Grasshoppers have been a lot more abundant through much of the Interior this year.

KAMLOOPS - A district board member hopes to speak with the provincial Minister of Agriculture about "a great number of complaints" about the growing grasshopper population eating away the grasslands near Kamloops and causing concerns for ranchers. 

Ken Gillis, the director for the Grasslands area of the Thompson Nicola Regional District, says he plans to ask for solutions like the reinstatement of the Grasshopper Control Act to deal with what he calls a "major problem."

“I have talked to ranchers in the Pritchard area who have lost entire fields,” Gillis says. "I have gone and seen with my own two eyes a residential property where a woman had, I’m guessing, thousands of dollars worth of plants in her backyard completely destroyed."

"Once they run out of grass, they’ll eat everything."

Gillis says he hears the bugs are eating into hay bails, where they also lay their eggs.
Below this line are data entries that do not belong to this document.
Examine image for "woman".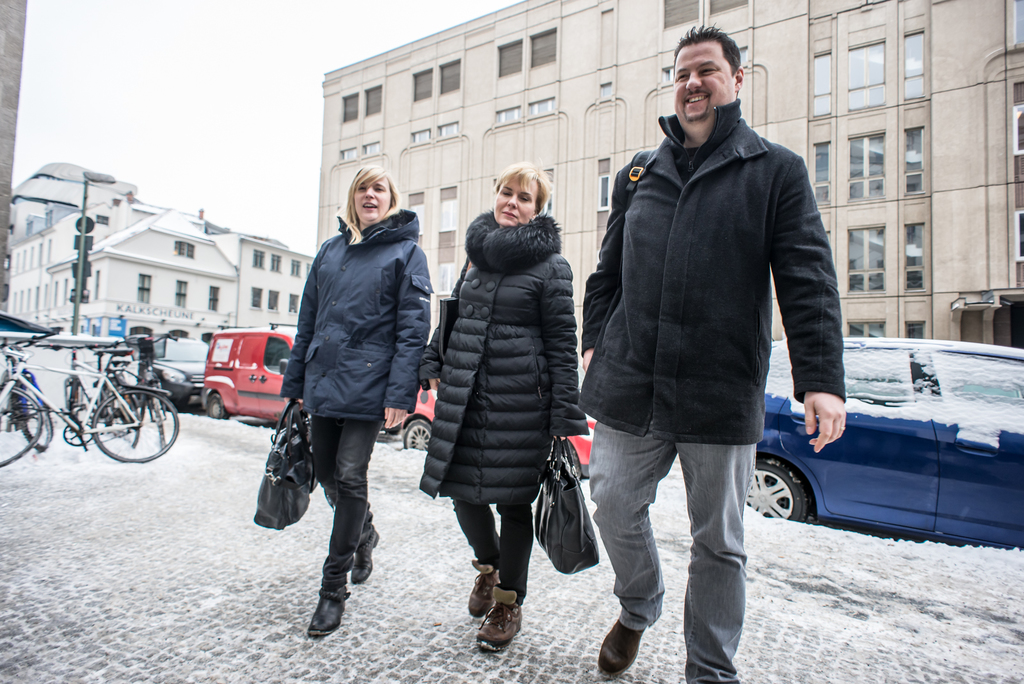
Examination result: <region>422, 158, 580, 634</region>.
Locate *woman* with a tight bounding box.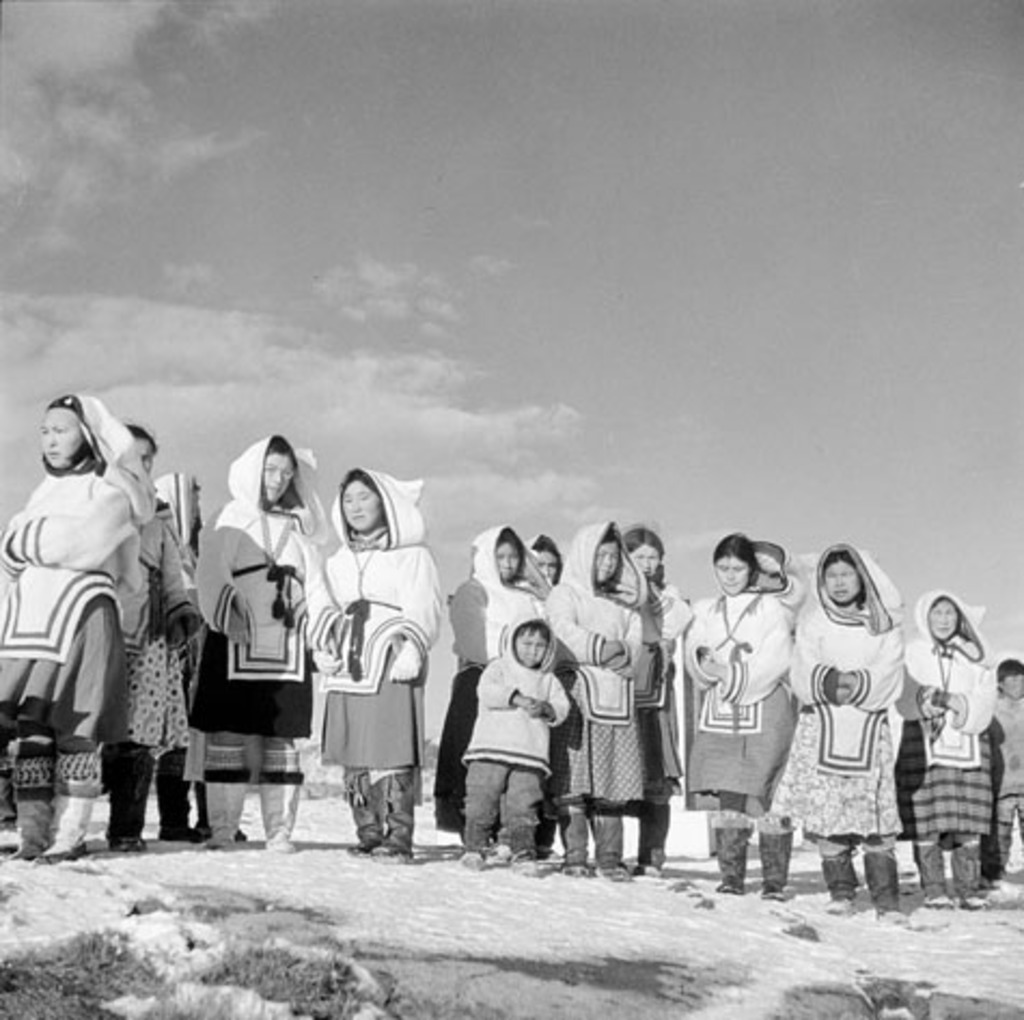
bbox=[315, 455, 448, 886].
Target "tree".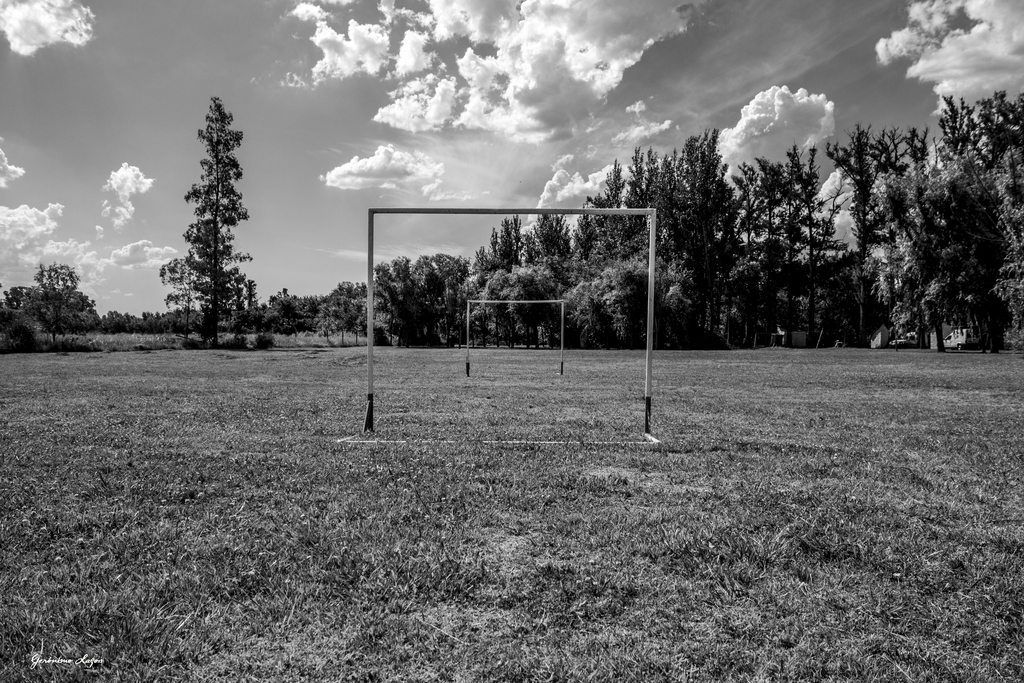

He notes while grasshopper populations are cyclical and dependant on the year’s weather conditions, he hopes to help ranchers obtain a means to deal with the pest before it becomes a real issue.

“If we don’t have something in place year after year after year, then when a year does come along when they are a major problem we’ve got no means whatsoever of dealing with them,” he says.

Gilis notes he's heard complaints from constituents in Ashcroft, Cache Creek, 70 Mile House and Westwold.

One of those people dealing with the issue is Knutsford rancher Ray Frolek.

“It’s something I’ve never seen before,” Frolek says.

The rancher started to notice part of his pasture deplete in June but watched as the area the grasshoppers were eating continued to grow over the summer.

“They just kept expanding and expanding and it got to the point where they were moving 100 metres every day,” he says of his own pasture. "It got within 100 metres of one of our hay fields. We were really concerned they were going to get into the hay fields and destroy all our crop we were going to be using for winter feed.”

Frolek says ranchers with smaller properties could be in "serious trouble" if they don’t have any fall pasture at all. Without pasture, he says it could leave ranchers with two options: buy feed or sell the herd.

Frolek hired John McCurrach from Purity Service and Supply to aerially spray a protective barriere of for his hay field from a helicopter. He says it’s stopped the grasshoppers for the interim.

McCurrach says the mild winter, early spring and dry weather in the summer months provided the perfect breeding and eating conditions for the pest. The damage extends past the district, he says.

“There was a lot of damage done to grasslands all the way from the United States border right through to the Peace River country - massive destruction from grasshoppers,” McCurrach says. “We’ve seen some of the vineyards where grasshoppers have come and eaten the leaves right off the grape plants. We’ve seen farmers have their hay fields destroyed by grasshoppers, where they’ve eaten whole stands of alfalfa."

Approval for Gillis' application to the Thompson Nicola Regional District to speak to the Minister of Agriculture is pending.